Abstract
In this paper I discuss two approaches to certain context-sensitive cognitive episodes, focusing on temporal indexicals and tense. The first approach is David Kaplan's (1979, 1989). The second is the reflexive-referential approach used by Korta and Perry in Critical Pragmatics (2011). I argue for the second approach.
I take utterances and beliefs to be cognitive episodes: Things or events that occur in space and time, that have cognitive contents, and have causes and effects (Perry, 2019, 2020, de Ponte, Korta and Perry, 2023). I consider what seems to be an issue of detail. On Kaplan's approach, contexts are sets, quadruples of a speaker, time, location and world, and episodes (utterances) do not appear in the theory, but are modeled by pairs of expressions and contexts. An expression has a character (meaning); an expression-in-context has a content (proposition or component thereof.) On the reflexive-referential theory, episodes appear in the theory; they are what the theory is about. Speaker-of, time-of, and location-of are roles, that is, functions from an episode to the object that stands in the appropriate relation.
I argue that this difference is more significant than it might seem. The reflexive-referential theory inherits a key insight of Kaplan's theory, and of John Perry's earlier view: the distinction between different ways in which information can be discovered, believed and asserted. But the inclusion of episodes has several advantages. First, it has advantages for understanding the relation between the content of cognitive episodes, their causal roles and their cognitive significance. Second, it accounts for -and makes use of- the fact that episodes have many other properties in addition to having speakers, locations, and times, that can be relevant to understanding their cognitive significance.
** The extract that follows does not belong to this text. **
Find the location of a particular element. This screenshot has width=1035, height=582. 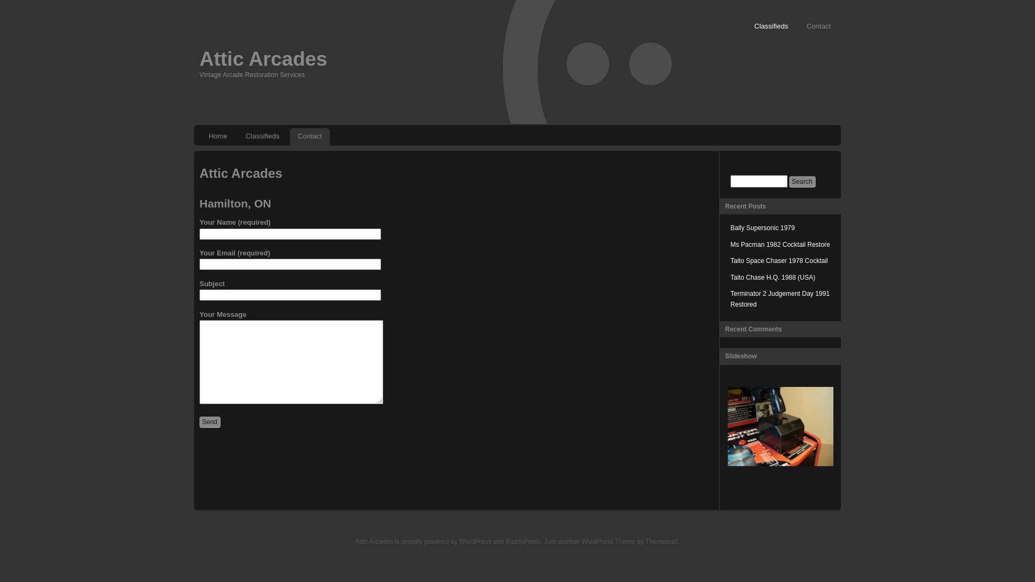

Reflexive-referential theory has its roots on Frege (and Russell), but it supposes a clear departure from his views (its starting point is Perry's (1979) rejection of the doctrine of propositions, defended by Frege and Russell). I believe, however, that it is actually more amiable to Frege's program than the interpretation given by the so-called neo-Fregeans (most notably, Evans, 1981). In particular, I argue that the issue of cognitive dynamics can be dealt with in the reflexive- referential account.